_TASK MATERIAL_
——

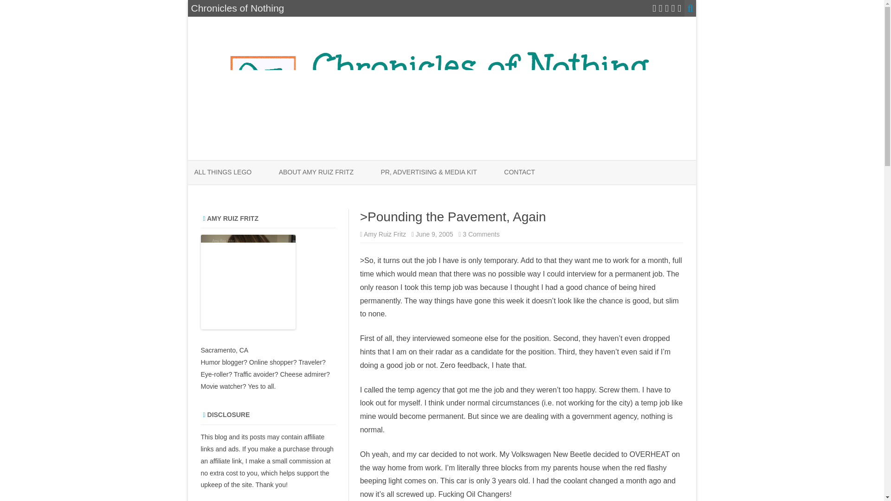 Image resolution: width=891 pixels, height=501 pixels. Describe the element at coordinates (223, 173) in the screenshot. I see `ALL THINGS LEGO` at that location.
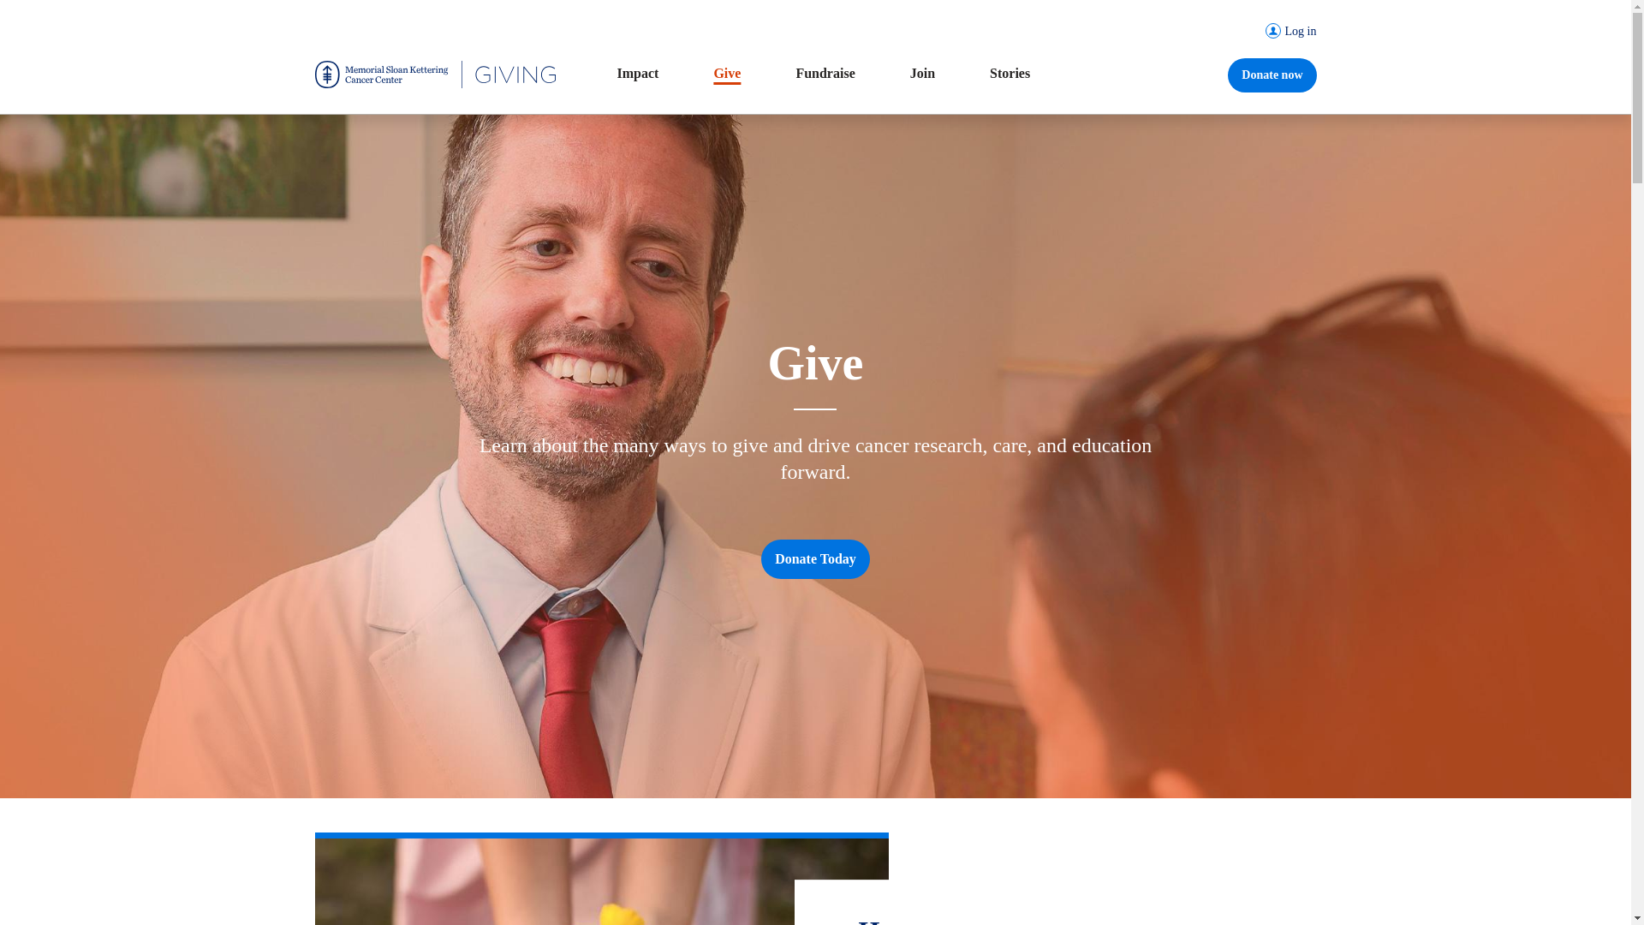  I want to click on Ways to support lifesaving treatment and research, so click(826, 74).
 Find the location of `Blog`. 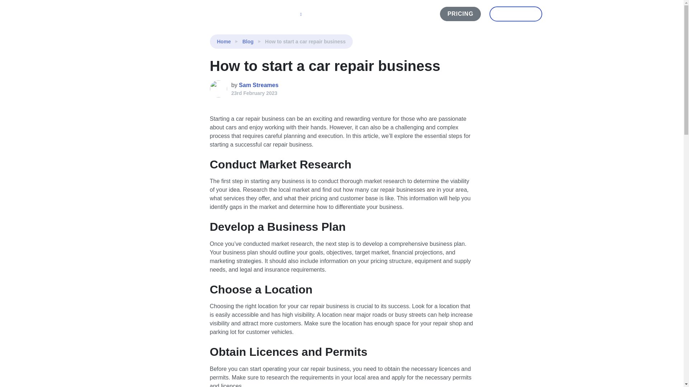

——

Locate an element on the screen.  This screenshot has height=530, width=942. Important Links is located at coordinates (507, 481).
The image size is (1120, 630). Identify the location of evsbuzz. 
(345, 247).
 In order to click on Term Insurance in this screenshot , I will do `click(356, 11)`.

——

For this exercise, output exactly the lines above from the line with "The image size" to the line with "In order to", counting both, and leave out the rest.

The image size is (1120, 630). Identify the location of evsbuzz. 
(345, 247).
 In order to click on Term Insurance in this screenshot , I will do `click(356, 11)`.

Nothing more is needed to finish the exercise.